In the latest issue of the Basic Communication Course Annual, released this month on eCommons, college and university educators from across the country explore the COVID-19 pandemic’s effects on public speaking practice, communication apprehension, student motivation and technology use in the communication course almost all college students take. 

Although Volume 34 is not a special issue on COVID-19, the pandemic has necessitated an altered approach to teaching and assessing the basic course; as such, it has prompted new research, inquiry and practices. To wit:

  • Joshua F. Hoops of William Jewell College focuses on situational communication apprehension with the environmental factors of a pandemic considered as the unique situation in which students were being asked to perform. Hoops concludes that in general, pandemic public speaking led to opportunities to build resilience in students.
  • Jessalyn I. Vallade, Renee Kaufmann and T. Kody Frey of the University of Kentucky replicate and extend pre-COVID-19 research on student motivation and engagement in the basic course. Their article provides evidence that instructor presence has been more important for motivation and engagement during the pandemic.
  • Ashley N. Aragon and Drew T. Ashby-King of the University of Maryland explore course administrators’ relationship management styles and how those styles facilitated the move to remote instruction. They conclude that administrators had to balance rhetorical and relational management strategies, and this balance led to positive outcomes.

Timeless topics

Kristin L. Farris and Michael Burns of Texas State University pursue the idea that the basic course classroom is an ideal place for university socialization and that this socialization process may include integrating core values into the curriculum and highlights ways the basic course may partner across campus to contribute to the overall success of the university.

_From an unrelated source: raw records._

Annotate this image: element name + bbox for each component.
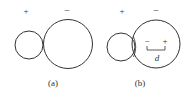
inner-plus: + [162,36,167,46]
inner-minus: − [144,36,149,46]
panel-a: + − (a) [15,5,93,88]
dimension-bracket [147,46,165,50]
caption-a: (a) [48,78,58,88]
dimension-label-d: d [155,53,160,63]
plus-sign: + [119,6,124,16]
small-circle [107,33,135,61]
caption-b: (b) [135,78,146,88]
large-circle [44,20,93,69]
plus-sign: + [23,6,28,16]
panel-b: + − − + d (b) [107,5,180,88]
figure-canvas: + − (a) + − − + d (b) [0,0,191,97]
minus-sign: − [64,5,70,16]
small-circle [15,31,43,59]
minus-sign: − [153,5,159,16]
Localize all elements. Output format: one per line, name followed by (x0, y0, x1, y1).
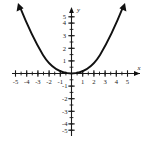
y-axis-label: y (76, 6, 81, 13)
x-tick-label--2: -2 (46, 78, 52, 85)
y-axis-arrow-icon (69, 7, 74, 13)
graph-figure: -5 -4 -3 -2 -1 1 2 3 4 5 5 4 3 2 1 -1 -2… (0, 0, 154, 141)
x-tick-label--4: -4 (24, 78, 30, 85)
y-tick-label-3: 3 (63, 32, 67, 39)
x-tick-label-4: 4 (115, 78, 119, 85)
parabola-left-arrow-icon (17, 3, 24, 12)
y-tick-label--5: -5 (62, 127, 68, 134)
x-tick-label--5: -5 (13, 78, 19, 85)
y-tick-label-4: 4 (63, 19, 67, 26)
x-tick-label--3: -3 (35, 78, 41, 85)
x-axis-arrow-icon (134, 71, 140, 76)
y-tick-label--2: -2 (62, 95, 68, 102)
y-tick-label-2: 2 (63, 45, 66, 52)
y-tick-label--1: -1 (62, 82, 68, 89)
y-tick-label--3: -3 (62, 108, 68, 115)
axes-group (12, 7, 140, 136)
x-tick-label-1: 1 (81, 78, 84, 85)
coordinate-plane: -5 -4 -3 -2 -1 1 2 3 4 5 5 4 3 2 1 -1 -2… (0, 0, 154, 141)
x-tick-label-5: 5 (126, 78, 130, 85)
y-tick-label-1: 1 (63, 57, 66, 64)
x-axis-label: x (136, 64, 140, 71)
parabola-right-arrow-icon (119, 3, 126, 12)
x-tick-label-2: 2 (92, 78, 95, 85)
x-tick-label-3: 3 (103, 78, 107, 85)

Joe C. Martin of the University of Kentucky examines the use of mobile technology in the basic course classroom, introducing a new term to the basic course literature — “phubbing,” or snubbing one’s classmates and instructor to focus on one’s phone.

Pandemic: Positive takeaways

In the Basic Course Forum, authors were asked to think about pandemic pedagogy lessons for the basic course, and they found some positive takeaways. Nicholas T. Tatum of University of Nevada, Las Vegas and Melissa Broeckelman-Post of George Mason University propose multiple ways course administrators can plan courses for adaptation in the event of a crisis. LeAnn M. Brazeal of Missouri State University focuses on increased reliance and the development of efficacy with technology and advocates for the continued use of many of these pedagogical tools to improve course accessibility to benefit all students, whether in person or online. Roy Schwartzman of the University of North Carolina at Greensboro provides a thoughtful forum response.

All articles available online; print volume available for purchase

The Basic Communication Course Annual is a peer-reviewed academic journal that launched in 1989. In 2016, the University of Dayton acquired the publication and its archives and made all of it available on eCommons, UD’s open-access institutional repository. New volumes are released in the first quarter of each year. Though all articles are available free online, readers who prefer a print version of Volume 34 may purchase one for $15 plus shipping.